Thursday, April 4, 2013

The Tattooed Poets Project: Megan Volpert

Today's tattoo comes to us from Megan Volpert:


Megan explains the origin of this tattoo:
"The attached photo is of my right ankle, three days after I got a funeral tattoo for my great friend, Justin Hilbun. Justin died in a one-car crash in his early thirties, and was the first of my friends whose death I would classify as 'sudden' and 'too soon.' His jazz funeral was held in the French Quarter on 6-5-09, and I couldn't be there, so I got this ink for him that day instead. It's a fleur-de-lis, because that's the symbol of NOLA and when I think of Louisiana, I think of Justin. He was a very talented musician, and when he died, he was working on an album that you can listen to here: http://justinhilbun.bandcamp.com/.
The tattoo is just a straightforward tracing job, but I went to get it from a lady I'd worked with before: Danielle Distefano, the owner of Only You Tattoo [in Atlanta]. She wasn't there that day, and I had to get it done that day, so I went with Chuck Donoghue. I talked about Justin the whole hour, and Chuck really respected what I was there to do."
[Incidentally, Danielle Distefano's work appeared on the Tattooed Poets Project back in 2011, courtesy of the poet Noemi Soto, here.]

Megan also sent along this poem, adding it was written "a few years after getting the tattoo, which is also about that same space on my body and, in a way, about how I handled Justin's death":

*Ankles disappear*

They used to go behind my head. There were bony knobs that
would cut cleanly through glassine pools, step out soulfully
tanned and ready to run. Now my shoes feel too tight. Those
delicate corners have been rounded by the fat of a career and a
few too many loose cobblestone sprains. I wonder when I will
be able to predict a storm is coming, and want to define living
daylights. Attempt to circumnavigate the space of things that
have been scared out of you, and try to tie a rope around all
those things of which you used to be so certain. Use a mirror to
do it.

~ ~ ~
Megan Volpert is a high school English teacher who lives in Atlanta. The poem printed here is forthcoming in her fifth book, Only Ride (Sibling Rivalry Press, 2014). Predictably, meganvolpert.com is her website.

Thanks to Megan for her contribution to the Tattooed Poets Project on Tattoosday!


* Task description: The lines you need are those holding the word "annotation"; pull them from the material.

* Data for analysis:
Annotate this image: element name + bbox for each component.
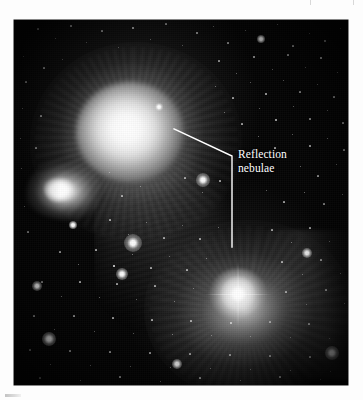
upper-halo-star bbox=[155, 103, 163, 111]
right-field-bright-star bbox=[302, 248, 312, 258]
star bbox=[37, 28, 38, 29]
star bbox=[193, 288, 194, 289]
star bbox=[304, 192, 305, 193]
star bbox=[283, 80, 284, 81]
star bbox=[130, 366, 131, 367]
star bbox=[329, 338, 330, 339]
star bbox=[218, 227, 219, 228]
star bbox=[95, 249, 96, 250]
star bbox=[266, 190, 267, 191]
star bbox=[154, 285, 155, 286]
knot-adjacent-star bbox=[69, 221, 77, 229]
star bbox=[39, 377, 40, 378]
star bbox=[279, 376, 280, 377]
bright-nebular-knot-core bbox=[44, 178, 74, 202]
star bbox=[35, 147, 36, 148]
star bbox=[250, 336, 251, 337]
star bbox=[309, 356, 310, 357]
ambient-nebulosity bbox=[14, 20, 348, 385]
star bbox=[61, 296, 62, 297]
star bbox=[219, 180, 220, 181]
lower-nebula-core bbox=[210, 268, 266, 320]
star bbox=[272, 69, 273, 70]
star bbox=[170, 367, 171, 368]
star bbox=[43, 67, 44, 68]
annotation-label-reflection-nebulae: Reflection nebulae bbox=[238, 148, 287, 175]
star bbox=[99, 297, 100, 298]
bright-nebular-knot bbox=[26, 162, 100, 220]
star bbox=[305, 67, 306, 68]
star bbox=[132, 27, 134, 29]
upper-right-bright-star bbox=[196, 173, 210, 187]
star bbox=[90, 365, 91, 366]
star bbox=[283, 201, 284, 202]
star bbox=[199, 238, 200, 239]
star bbox=[211, 335, 212, 336]
star bbox=[300, 166, 301, 167]
star bbox=[119, 376, 120, 377]
star bbox=[25, 81, 26, 82]
star bbox=[109, 351, 110, 352]
star bbox=[250, 82, 251, 83]
star bbox=[293, 106, 294, 107]
star bbox=[54, 329, 55, 330]
bottom-field-bright-star bbox=[325, 346, 339, 360]
star bbox=[250, 369, 251, 370]
star bbox=[245, 30, 246, 31]
diffraction-spike bbox=[238, 261, 239, 329]
star bbox=[59, 251, 60, 252]
star bbox=[309, 145, 310, 146]
star bbox=[265, 93, 266, 94]
lower-left-bright-star bbox=[42, 332, 56, 346]
star bbox=[169, 256, 170, 257]
star bbox=[333, 96, 334, 97]
star bbox=[343, 149, 344, 150]
star bbox=[324, 40, 325, 41]
star bbox=[128, 234, 129, 235]
star bbox=[78, 264, 79, 265]
lower-reflection-nebula bbox=[144, 220, 348, 385]
star bbox=[317, 175, 318, 176]
dust-bridge bbox=[94, 150, 244, 340]
star bbox=[330, 371, 331, 372]
star bbox=[73, 315, 74, 316]
star bbox=[109, 172, 110, 173]
star bbox=[336, 164, 337, 165]
star bbox=[269, 355, 270, 356]
star bbox=[172, 334, 173, 335]
scan-tick-mark bbox=[310, 0, 311, 5]
star bbox=[308, 323, 309, 324]
star bbox=[140, 186, 141, 187]
star bbox=[94, 331, 95, 332]
star bbox=[327, 110, 328, 111]
star bbox=[253, 56, 254, 57]
star bbox=[132, 254, 133, 255]
film-grain bbox=[14, 20, 348, 385]
cluster-bright-star bbox=[116, 268, 128, 280]
star bbox=[290, 337, 291, 338]
star bbox=[196, 32, 197, 33]
star bbox=[70, 25, 71, 26]
star bbox=[342, 194, 343, 195]
star bbox=[101, 30, 102, 31]
annotation-layer bbox=[14, 20, 348, 385]
star bbox=[299, 91, 300, 92]
star bbox=[224, 112, 225, 113]
star bbox=[258, 136, 259, 137]
star bbox=[277, 24, 278, 25]
star bbox=[340, 273, 341, 274]
star bbox=[306, 304, 307, 305]
bottom-center-bright-star bbox=[172, 359, 182, 369]
star bbox=[50, 364, 51, 365]
star bbox=[213, 26, 214, 27]
star bbox=[86, 42, 87, 43]
star bbox=[291, 242, 292, 243]
star bbox=[55, 38, 56, 39]
star bbox=[118, 47, 119, 48]
star bbox=[327, 138, 328, 139]
star bbox=[281, 261, 282, 262]
star bbox=[80, 380, 81, 381]
star bbox=[240, 380, 241, 381]
star bbox=[236, 73, 237, 74]
starfield bbox=[14, 20, 348, 385]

* Response to the task:
annotation-label-reflection-nebulae: Reflection nebulae bbox=[238, 148, 287, 175]
annotation-layer bbox=[14, 20, 348, 385]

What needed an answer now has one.